Sunday, June 7, 2009
Motorcyclist killed in Peak to Peak Highway accident
It wasn't much of a newspaper story. Just 56 words, and I imagine it was buried somewhere in section B along with other news of local interest. I decided to scan the online archives after taking the route myself today.
The Peak to Peak Highway is Colorado Hwy. 72, and it runs from Estes Park southward to Nederland where it joins with Hwy. 119. This is a ride with which I am familiar, although it has been many years since I last cruised these roads on a scooter. It is a lovely ride alongside the eastern boundary of the Rocky Mountain National Park, passing thru little villages with names like Peaceful Valley and Sugarloaf.
The traffic wasn't always like it was today. I remember riding that road and never seeing a vehicle, but today the cars and campers were running as if in caravan. They would stack up behind the slowest moving vehicles a couple dozen deep. I would imagine it might have been that bad or maybe worse last Sunday. A dude trying to take it easy on a scooter might find it difficult to go as carefully as he would like with a string of four wheelers stacking up behind him.

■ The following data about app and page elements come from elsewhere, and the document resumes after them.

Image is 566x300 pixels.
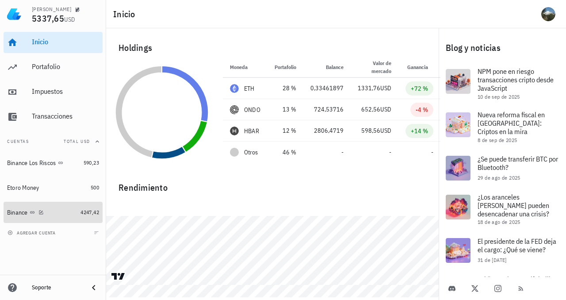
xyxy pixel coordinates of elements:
[32,284,81,291] div: Soporte
[230,105,239,114] div: ONDO-icon
[310,105,344,114] div: 724,53716
[111,173,433,195] div: Rendimiento
[478,174,520,181] span: 29 de ago de 2025
[478,154,558,172] span: ¿Se puede transferir BTC por Bluetooth?
[7,209,28,216] div: Binance
[275,105,296,114] div: 13 %
[439,105,566,149] a: Nueva reforma fiscal en [GEOGRAPHIC_DATA]: Criptos en la mira 8 de sep de 2025
[244,105,260,114] div: ONDO
[32,38,99,46] div: Inicio
[111,272,126,280] a: Charting by TradingView
[4,152,103,173] a: Binance Los Riscos 590,23
[223,57,267,78] th: Moneda
[4,131,103,152] button: CuentasTotal USD
[267,57,303,78] th: Portafolio
[439,149,566,187] a: ¿Se puede transferir BTC por Bluetooth? 29 de ago de 2025
[32,62,99,71] div: Portafolio
[4,32,103,53] a: Inicio
[411,84,428,93] div: +72 %
[32,112,99,120] div: Transacciones
[478,218,520,225] span: 18 de ago de 2025
[275,84,296,93] div: 28 %
[341,148,344,156] span: -
[275,126,296,135] div: 12 %
[64,15,76,23] span: USD
[439,231,566,270] a: El presidente de la FED deja el cargo: ¿Qué se viene? 31 de [DATE]
[541,7,555,21] div: avatar
[439,34,566,62] div: Blog y noticias
[244,148,258,157] span: Otros
[478,256,507,263] span: 31 de [DATE]
[7,159,56,167] div: Binance Los Riscos
[64,138,90,144] span: Total USD
[230,126,239,135] div: HBAR-icon
[9,230,56,236] span: agregar cuenta
[478,67,554,92] span: NPM pone en riesgo transacciones cripto desde JavaScript
[7,184,39,191] div: Etoro Money
[478,93,520,100] span: 10 de sep de 2025
[439,62,566,105] a: NPM pone en riesgo transacciones cripto desde JavaScript 10 de sep de 2025
[478,110,545,136] span: Nueva reforma fiscal en [GEOGRAPHIC_DATA]: Criptos en la mira
[310,126,344,135] div: 2806,4719
[4,57,103,78] a: Portafolio
[358,84,380,92] span: 1331,76
[478,237,556,254] span: El presidente de la FED deja el cargo: ¿Qué se viene?
[389,148,391,156] span: -
[439,187,566,231] a: ¿Los aranceles [PERSON_NAME] pueden desencadenar una crisis? 18 de ago de 2025
[411,126,428,135] div: +14 %
[32,87,99,96] div: Impuestos
[244,84,255,93] div: ETH
[275,148,296,157] div: 46 %
[32,12,64,24] span: 5337,65
[32,6,71,13] div: [PERSON_NAME]
[361,105,380,113] span: 652,56
[4,202,103,223] a: Binance 4247,42
[310,84,344,93] div: 0,33461897
[230,84,239,93] div: ETH-icon
[407,64,433,70] span: Ganancia
[111,34,433,62] div: Holdings
[478,192,549,218] span: ¿Los aranceles [PERSON_NAME] pueden desencadenar una crisis?
[244,126,259,135] div: HBAR
[80,209,99,215] span: 4247,42
[361,126,380,134] span: 598,56
[431,148,433,156] span: -
[4,106,103,127] a: Transacciones
[91,184,99,191] span: 500
[380,126,391,134] span: USD
[478,137,517,143] span: 8 de sep de 2025
[416,105,428,114] div: -4 %
[7,7,21,21] img: LedgiFi
[4,177,103,198] a: Etoro Money 500
[303,57,351,78] th: Balance
[380,84,391,92] span: USD
[4,81,103,103] a: Impuestos
[5,228,60,237] button: agregar cuenta
[113,7,139,21] h1: Inicio
[351,57,398,78] th: Valor de mercado
[84,159,99,166] span: 590,23
[380,105,391,113] span: USD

The road is full of steep grades and switchbacks, and there are numerous unpaved side roads and blind driveways. Vehicles entering the highway from these bring gravel and sand onto the roadway. This is early spring and there is still a good bit of the sand laid down by the snowplows still on the asphalt as well.
It is easy to lose it on roads like the Peak to Peak, especially if you are unfamiliar with the hazards, and possibly pressured by folks in four wheelers wanting to go a little faster.

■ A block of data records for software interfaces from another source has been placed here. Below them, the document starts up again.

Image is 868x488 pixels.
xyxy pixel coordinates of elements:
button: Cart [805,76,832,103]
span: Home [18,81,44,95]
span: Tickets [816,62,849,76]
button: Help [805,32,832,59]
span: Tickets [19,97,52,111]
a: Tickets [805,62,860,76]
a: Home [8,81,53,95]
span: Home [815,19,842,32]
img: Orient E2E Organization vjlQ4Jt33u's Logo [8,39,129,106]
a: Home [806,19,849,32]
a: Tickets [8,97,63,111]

Of course I have no idea what happened to cause the accident, but what I came upon today, and my knowledge of this particular road, gives me a fair idea.
It is a true rush cruising those mountain curves at speeds higher than the posted limits, but signs like this one are found in several locations along the Peak to Peak Highway for good reason.
Wherever a side road or driveway intersects with the paved road, and in many areas where runoff from snow melt of rain crosses the road, you'll find this stuff. On a switchback curve it can be hazardous.
It was just a couple miles south of Ward, just past the apex of a 30 MPH switchback, where I found these paint marks on the roadway.
Then just off the pavement, in a direct line with the paint marks, there were these busted off lodgepole pines.
It was this little memorial on the narrow shoulder that caused me to stop, and that caused me to search the Daily Camera archives once I got back to my hotel.
From what I coud see, the dude amost made it. There is straight line blacktop just past where he went off.
Cause for pause.
~~
6 Comments:
That is one of the saddest posts I've read in a long time... So close, yet so far. Hopefully he went quickly.
The photo of the busted trees does a poor job of telling how I felt as I viewed the scene. In a few weeks all of the evidence of this will be gone and all but a small group of the rider's friends will have forgotten, but I will probably feel the pain I felt while looking at those busted trees every time I look at that photo.
Damn.
There's a very good reason I have an Electra Glide and not a sport bike...
Always leave yourself some way out. If I am being pressured by cars from behind, I pull to the side and let them pass. This is not really my riding style, but sometimes even I take it easy. I do this even in a car.
One of the most important rules of the road, let the more aggressive drivers/riders go ahead of you, because you will not help anything being by keeping them behind you. Keep the less aggressive drivers/riders behind you.
Jay G.,
Scroll up and look at the picture. It seems that he had the same philosophy. Also notice that the bike took down a few pretty healthy looking trees.
MB-I saw this story and know this road well. People behind you just won't give you a chance. It's not all that easy on these roads at times to find a place to pull over quickly. I hope he didn't feel pressure to go faster and that turned out to be the cause.
Jay, from the photo it could have been an Electra Glide the dude was riding.
RM, pulling off isn't always an option on these mountain roads. You do it when you are able, but the trick is to just not let the pressure bother you.
Fly, I have no real reason for it, but that was my assumption. Looking at the investigator's paint marks make me think he went off the road in a fairly upright posture. If you were going into a curve and started to slip, the first reaction is to stand it up, which straightens your path.
There may have been witnesses, or not. The newspaper never revealed one way or the other, so I will never know for certain.